Sunday, July 18, 2010

"L.M."

Back in Cayman, which means among other good things that I am back in the land of wireless internet! I find myself really discombobulated when I don't have regular email access, especially when I'm still trying to make appointments and see people (it's different on a true vacation); I look forward to a return to regular blogging, too, as it's one of the main ways I keep myself on an even keel....

Yesterday morning I had one more bookstore splurge - I had forgotten to pick up my copy of The Bacchae at my office the day before, so I went to McNally Jackson (plausibly the best bookstore in Manhattan, and only a couple blocks away from where I was staying) and bought a Penguin Euripides but also couldn't resist a few other things: True Grit, which I have been meaning to read for ages, and The Blind Side and also a book that I devoured in mesmerized fascination over the course of the later afternoon and early evening and that I heartily recommend to anyone with an interest in the topic, Randy Frost and Gail Steketee's Compulsive Hoarding and the Meaning of Things.

My New York subway reading (mass-market paperback is the convenient size!) was John Twelve Hawks' The Dark River, which I found goofy but which I had almost finished by the time it dawned on me how fed up I had become with it, so I read the last of it anyway (but it is not really my cup of tea - wish I did not waste my time with stuff like this!).

Two much better books occupied my attention during today's travels: Kate Atkinson's When Will There Be Good News? (several major implausibilities, including the fact that multiple characters have the exact same verse-remembering habits and repertoire and the mother's farfetched superpowers, but very enjoyable regardless) and Nick Flynn's Another Bullshit Night in Suck City (at times I resisted its allure, but it's undoubtedly a remarkably compelling story).

Catching up on old New Yorkers at G.'s place, I liked Ian Frazier's Talk of the Town piece on marginalia in the Berg Collection of the New York Public Library:
Nabokov’s handwriting (in English) was small and fluid and precise; in books that he took exception to, such as a translation of “Madame Bovary” by Eleanor Marx Aveling, his correcting marginalia climbed all over the paragraphs like the tendrils of a strangler fig.

3 comments:

  1. "Penguin Euripides" had me thinking of "Clydesdale Hamlet"....

    ReplyDelete
  2. I had no idea the Coen brothers were remaking "True Grit" until I clicked your link. Can Jeff Brydges fill John Wayne's saddle? He's the Dude, not the Duke... we shall see.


What is needed —
Restate the listing below word for word, omitting any images.

Entries supplied —
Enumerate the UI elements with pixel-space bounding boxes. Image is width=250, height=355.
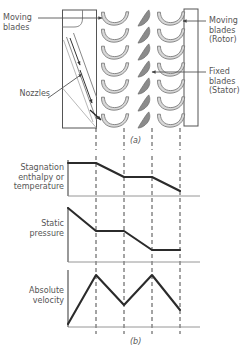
caption-b: (b)	[130, 337, 141, 346]
fixed-blade-column	[138, 10, 150, 128]
label-moving-blades-rotor: Moving blades (Rotor)	[209, 16, 249, 45]
station-dashed-lines-b	[96, 156, 180, 334]
moving-blade-column-1	[101, 12, 128, 127]
moving-blade-column-2	[157, 12, 184, 127]
nozzle-casing	[63, 10, 97, 128]
label-fixed-blades-stator: Fixed blades (Stator)	[209, 67, 249, 96]
caption-a: (a)	[130, 136, 141, 145]
rotor-casing-bar	[184, 9, 198, 126]
axis-label-stagnation-enthalpy: Stagnation enthalpy or temperature	[0, 163, 64, 192]
axis-label-static-pressure: Static pressure	[0, 219, 64, 238]
figure-root: Moving blades Nozzles Moving blades (Rot…	[0, 0, 250, 355]
axis-label-absolute-velocity: Absolute velocity	[0, 286, 64, 305]
label-moving-blades-left: Moving blades	[3, 13, 45, 32]
label-nozzles: Nozzles	[6, 89, 50, 99]
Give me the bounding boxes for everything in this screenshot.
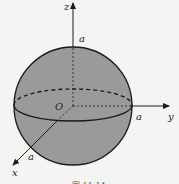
y-intercept-label: a <box>136 111 142 122</box>
sphere-diagram: z a O a y a x 图 11-14 <box>0 0 179 184</box>
origin-label: O <box>55 101 63 112</box>
z-intercept-label: a <box>79 33 85 44</box>
figure-caption: 图 11-14 <box>72 181 106 184</box>
y-axis-label: y <box>167 111 174 122</box>
z-axis-label: z <box>63 1 70 12</box>
x-intercept-label: a <box>28 151 34 162</box>
x-axis-label: x <box>12 167 18 178</box>
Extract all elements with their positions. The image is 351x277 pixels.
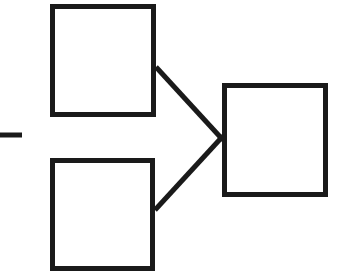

Solution for this task —
Enumerate the UI elements with pixel-space bounding boxes. Image is width=250, height=355.
caption-b: (b)	[130, 337, 141, 346]
fixed-blade-column	[138, 10, 150, 128]
label-moving-blades-rotor: Moving blades (Rotor)	[209, 16, 249, 45]
station-dashed-lines-b	[96, 156, 180, 334]
moving-blade-column-1	[101, 12, 128, 127]
moving-blade-column-2	[157, 12, 184, 127]
nozzle-casing	[63, 10, 97, 128]
label-fixed-blades-stator: Fixed blades (Stator)	[209, 67, 249, 96]
caption-a: (a)	[130, 136, 141, 145]
rotor-casing-bar	[184, 9, 198, 126]
axis-label-stagnation-enthalpy: Stagnation enthalpy or temperature	[0, 163, 64, 192]
axis-label-static-pressure: Static pressure	[0, 219, 64, 238]
figure-root: Moving blades Nozzles Moving blades (Rot…	[0, 0, 250, 355]
axis-label-absolute-velocity: Absolute velocity	[0, 286, 64, 305]
label-moving-blades-left: Moving blades	[3, 13, 45, 32]
label-nozzles: Nozzles	[6, 89, 50, 99]
Give me the bounding boxes for everything in this screenshot.
y-intercept-label: a <box>136 111 142 122</box>
sphere-diagram: z a O a y a x 图 11-14 <box>0 0 179 184</box>
origin-label: O <box>55 101 63 112</box>
z-intercept-label: a <box>79 33 85 44</box>
figure-caption: 图 11-14 <box>72 181 106 184</box>
y-axis-label: y <box>167 111 174 122</box>
z-axis-label: z <box>63 1 70 12</box>
x-intercept-label: a <box>28 151 34 162</box>
x-axis-label: x <box>12 167 18 178</box>
Extract all elements with their positions. The image is 351x277 pixels.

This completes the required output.